Nordic LTE pioneer TeliaSonera said yesterday that it will begin rollout of LTE at its Finnish subsidiary beginning next month, reports Reuters. The operator has said it will use the same two equipment suppliers – Ericsson and Nokia Siemens Networks – as it did for its earlier LTE network rollouts in Sweden and Norway. However, Marek Hintze (pictured), chief of TeliaSonera’s mobile operations in Finland, said the company was considering using Chinese vendors Huawei and ZTE for future expansion. Hintze said that investment in LTE in Finland would be in addition to further investment in the operator’s existing 3G network. “It is clear that the total investments next year will be higher,” Hintze said. According to Reuters, TeliaSonera is set to invest EUR200 million in Finland this year. Its Finnish mobile arm – Sonera – is the country’s second largest operator with around 3 million customers.

Finland will be TeliaSonera’s fourth LTE market after Sweden, Norway and Uzbekistan (the latter via its UCell subsidiary). However, TeliaSonera already has what it describes as a “pre-commercial” network up and running in the Finnish city of Turku, which was launched as part of the city’s European Capital of Culture project. It is expected to follow the Finland launch with deployment in Denmark and in the Baltic region where it has subsidiaries in Estonia (EMT), Lithuania (Omnitel) and Latvia (LMT). It has said recently it will offer handsets supporting its new LTE networks by early next year. “What’s slowing us down is the availability of modems,” Hintze said yesterday in reference to the fact that the operator’s Nordic LTE networks are currently only accessible using a dongle from one vendor (Samsung).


Find every line in the records below that holds the word "equilibrium", and copy each one.

[Start of Attachment]

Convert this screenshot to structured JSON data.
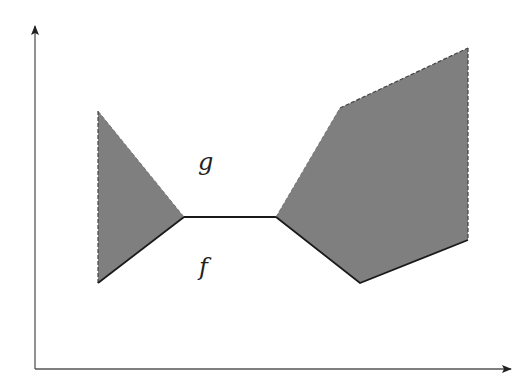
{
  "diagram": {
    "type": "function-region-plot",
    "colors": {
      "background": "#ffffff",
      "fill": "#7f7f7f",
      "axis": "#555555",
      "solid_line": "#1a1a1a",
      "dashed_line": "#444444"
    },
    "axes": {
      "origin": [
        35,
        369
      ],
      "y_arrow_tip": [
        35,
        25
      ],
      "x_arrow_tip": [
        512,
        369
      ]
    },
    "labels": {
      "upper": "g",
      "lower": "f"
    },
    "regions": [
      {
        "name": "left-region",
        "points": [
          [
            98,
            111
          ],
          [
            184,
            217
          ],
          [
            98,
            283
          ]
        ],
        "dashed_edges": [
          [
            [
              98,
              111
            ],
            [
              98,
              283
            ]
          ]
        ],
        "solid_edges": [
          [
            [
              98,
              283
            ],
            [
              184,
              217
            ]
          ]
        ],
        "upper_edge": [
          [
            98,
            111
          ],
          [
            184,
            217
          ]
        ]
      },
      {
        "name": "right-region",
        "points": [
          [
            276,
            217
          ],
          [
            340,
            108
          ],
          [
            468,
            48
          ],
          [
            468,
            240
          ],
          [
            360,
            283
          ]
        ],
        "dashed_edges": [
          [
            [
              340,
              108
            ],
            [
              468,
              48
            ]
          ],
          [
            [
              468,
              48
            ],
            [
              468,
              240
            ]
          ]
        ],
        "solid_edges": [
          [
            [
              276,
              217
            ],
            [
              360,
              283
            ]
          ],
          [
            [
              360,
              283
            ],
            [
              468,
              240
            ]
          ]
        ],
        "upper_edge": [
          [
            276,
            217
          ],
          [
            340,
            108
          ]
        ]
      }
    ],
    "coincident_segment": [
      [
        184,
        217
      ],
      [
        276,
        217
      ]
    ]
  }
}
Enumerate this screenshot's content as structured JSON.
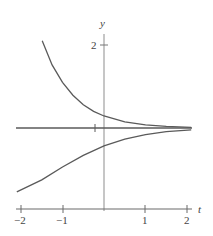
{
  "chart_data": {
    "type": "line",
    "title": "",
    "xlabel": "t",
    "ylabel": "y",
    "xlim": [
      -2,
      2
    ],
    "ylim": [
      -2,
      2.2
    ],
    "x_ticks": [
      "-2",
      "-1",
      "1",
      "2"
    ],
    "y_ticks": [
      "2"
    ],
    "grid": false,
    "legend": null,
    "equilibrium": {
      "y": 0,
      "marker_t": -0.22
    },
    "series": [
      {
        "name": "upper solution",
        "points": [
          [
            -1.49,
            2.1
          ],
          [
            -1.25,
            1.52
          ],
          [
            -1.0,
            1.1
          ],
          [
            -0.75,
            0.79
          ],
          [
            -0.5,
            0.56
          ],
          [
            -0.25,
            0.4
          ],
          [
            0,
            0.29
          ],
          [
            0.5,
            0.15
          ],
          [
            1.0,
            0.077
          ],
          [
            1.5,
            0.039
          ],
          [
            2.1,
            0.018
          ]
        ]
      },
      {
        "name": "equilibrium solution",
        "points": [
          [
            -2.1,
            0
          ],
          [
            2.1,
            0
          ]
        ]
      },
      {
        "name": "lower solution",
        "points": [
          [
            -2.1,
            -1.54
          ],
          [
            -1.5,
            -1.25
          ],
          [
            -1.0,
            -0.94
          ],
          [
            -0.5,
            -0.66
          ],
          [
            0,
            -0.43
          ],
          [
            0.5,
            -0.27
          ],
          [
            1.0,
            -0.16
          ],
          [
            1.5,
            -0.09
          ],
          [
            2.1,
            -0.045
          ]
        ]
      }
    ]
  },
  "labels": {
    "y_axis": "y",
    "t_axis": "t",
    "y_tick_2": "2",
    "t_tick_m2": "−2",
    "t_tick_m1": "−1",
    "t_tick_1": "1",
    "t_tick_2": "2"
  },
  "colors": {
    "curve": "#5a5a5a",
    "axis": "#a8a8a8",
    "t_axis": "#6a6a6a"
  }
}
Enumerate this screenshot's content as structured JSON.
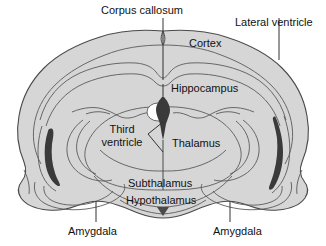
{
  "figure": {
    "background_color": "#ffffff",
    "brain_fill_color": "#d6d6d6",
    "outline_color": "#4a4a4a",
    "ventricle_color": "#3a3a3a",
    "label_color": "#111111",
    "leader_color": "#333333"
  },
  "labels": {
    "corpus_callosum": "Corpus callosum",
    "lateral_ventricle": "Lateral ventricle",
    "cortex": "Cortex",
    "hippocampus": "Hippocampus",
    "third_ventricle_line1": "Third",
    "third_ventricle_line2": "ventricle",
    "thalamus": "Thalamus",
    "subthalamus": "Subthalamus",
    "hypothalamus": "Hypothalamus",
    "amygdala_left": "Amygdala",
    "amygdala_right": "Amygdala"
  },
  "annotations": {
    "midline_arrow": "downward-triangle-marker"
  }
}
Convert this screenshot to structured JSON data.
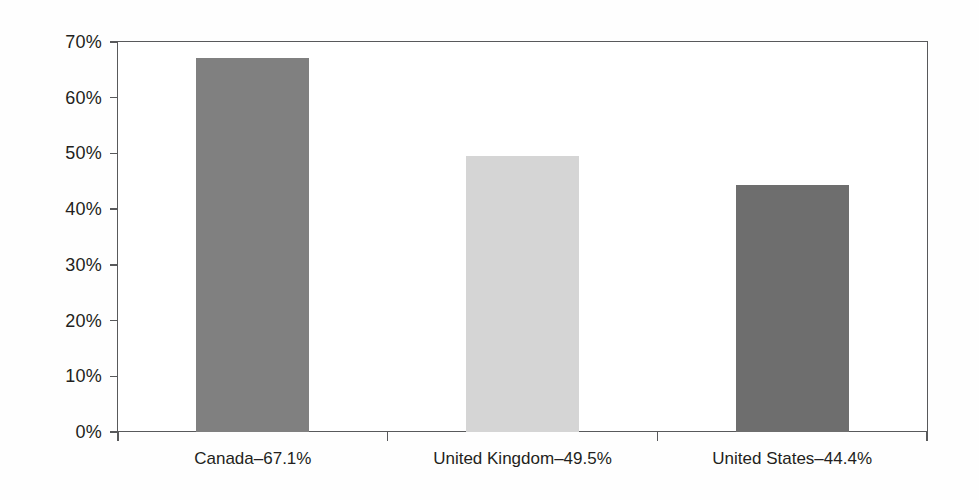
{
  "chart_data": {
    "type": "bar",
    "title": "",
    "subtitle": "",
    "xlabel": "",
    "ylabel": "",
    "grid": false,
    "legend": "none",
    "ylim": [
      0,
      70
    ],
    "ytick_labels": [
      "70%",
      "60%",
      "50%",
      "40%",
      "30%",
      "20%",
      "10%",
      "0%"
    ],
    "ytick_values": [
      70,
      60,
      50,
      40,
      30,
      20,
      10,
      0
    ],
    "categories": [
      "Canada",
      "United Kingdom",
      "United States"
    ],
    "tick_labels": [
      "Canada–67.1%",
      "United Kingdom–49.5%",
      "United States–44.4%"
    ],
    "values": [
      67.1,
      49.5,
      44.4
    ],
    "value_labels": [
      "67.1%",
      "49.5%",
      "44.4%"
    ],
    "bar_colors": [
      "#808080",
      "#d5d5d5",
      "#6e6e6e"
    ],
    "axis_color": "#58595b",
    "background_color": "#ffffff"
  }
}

[End of Attachment]
[Start of Attachment]

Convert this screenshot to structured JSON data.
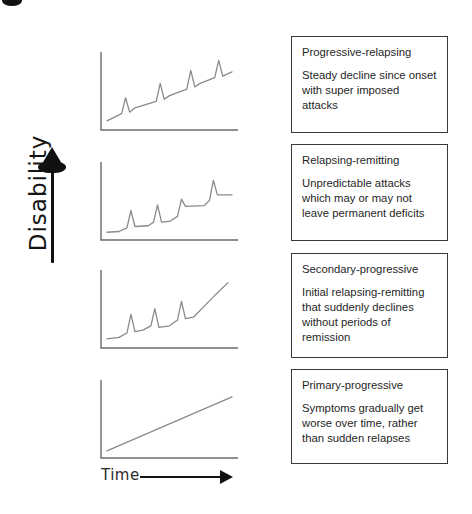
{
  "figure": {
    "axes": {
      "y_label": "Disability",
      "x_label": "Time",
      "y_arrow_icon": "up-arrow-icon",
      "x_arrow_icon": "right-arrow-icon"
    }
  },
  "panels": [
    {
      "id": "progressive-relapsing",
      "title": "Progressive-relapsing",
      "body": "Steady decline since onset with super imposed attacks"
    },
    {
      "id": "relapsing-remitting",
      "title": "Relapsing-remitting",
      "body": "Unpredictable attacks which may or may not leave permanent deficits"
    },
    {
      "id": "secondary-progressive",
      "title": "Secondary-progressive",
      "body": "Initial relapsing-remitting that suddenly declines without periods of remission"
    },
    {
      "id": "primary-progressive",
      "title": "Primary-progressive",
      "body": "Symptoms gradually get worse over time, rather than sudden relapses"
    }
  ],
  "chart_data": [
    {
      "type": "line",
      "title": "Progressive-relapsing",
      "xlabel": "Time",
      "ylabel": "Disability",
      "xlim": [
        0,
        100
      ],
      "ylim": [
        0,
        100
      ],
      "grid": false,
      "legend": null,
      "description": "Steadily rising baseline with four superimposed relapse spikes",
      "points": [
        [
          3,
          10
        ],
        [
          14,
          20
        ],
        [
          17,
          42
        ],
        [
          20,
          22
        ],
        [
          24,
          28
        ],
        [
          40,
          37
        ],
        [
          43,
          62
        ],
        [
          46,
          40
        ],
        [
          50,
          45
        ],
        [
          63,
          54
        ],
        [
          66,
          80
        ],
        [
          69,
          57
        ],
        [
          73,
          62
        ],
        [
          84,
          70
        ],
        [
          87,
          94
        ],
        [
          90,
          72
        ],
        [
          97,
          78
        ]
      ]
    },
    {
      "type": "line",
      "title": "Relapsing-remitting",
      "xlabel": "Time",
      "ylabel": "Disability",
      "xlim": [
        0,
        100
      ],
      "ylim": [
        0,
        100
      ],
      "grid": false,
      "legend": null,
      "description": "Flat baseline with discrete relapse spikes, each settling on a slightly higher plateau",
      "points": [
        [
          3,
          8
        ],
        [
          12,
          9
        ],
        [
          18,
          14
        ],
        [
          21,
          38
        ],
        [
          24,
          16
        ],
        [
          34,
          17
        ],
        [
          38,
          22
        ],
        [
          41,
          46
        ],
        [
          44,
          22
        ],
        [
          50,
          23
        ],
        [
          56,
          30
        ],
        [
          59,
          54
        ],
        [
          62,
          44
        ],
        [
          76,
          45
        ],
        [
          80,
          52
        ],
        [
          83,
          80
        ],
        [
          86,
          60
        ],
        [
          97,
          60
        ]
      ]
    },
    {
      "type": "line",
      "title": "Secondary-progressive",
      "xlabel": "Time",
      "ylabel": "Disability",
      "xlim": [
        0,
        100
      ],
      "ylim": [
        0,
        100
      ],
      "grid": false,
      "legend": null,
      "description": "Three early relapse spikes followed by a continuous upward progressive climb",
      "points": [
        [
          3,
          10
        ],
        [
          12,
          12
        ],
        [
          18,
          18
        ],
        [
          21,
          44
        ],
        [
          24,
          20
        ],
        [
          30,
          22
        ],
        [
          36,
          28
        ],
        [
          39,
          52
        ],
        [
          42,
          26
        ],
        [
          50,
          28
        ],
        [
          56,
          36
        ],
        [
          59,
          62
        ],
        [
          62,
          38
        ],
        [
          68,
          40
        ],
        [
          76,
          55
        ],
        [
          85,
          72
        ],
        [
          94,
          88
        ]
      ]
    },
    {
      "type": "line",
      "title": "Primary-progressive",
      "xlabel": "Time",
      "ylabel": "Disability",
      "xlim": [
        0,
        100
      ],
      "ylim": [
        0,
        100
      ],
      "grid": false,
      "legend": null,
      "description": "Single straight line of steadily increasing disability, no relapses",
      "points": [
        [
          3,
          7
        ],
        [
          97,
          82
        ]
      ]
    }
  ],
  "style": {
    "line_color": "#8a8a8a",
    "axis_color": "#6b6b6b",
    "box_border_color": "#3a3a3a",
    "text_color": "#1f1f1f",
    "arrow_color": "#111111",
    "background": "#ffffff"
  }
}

[End of Attachment]

▸ Worked solution:
    "equilibrium": {
        "name": "equilibrium solution",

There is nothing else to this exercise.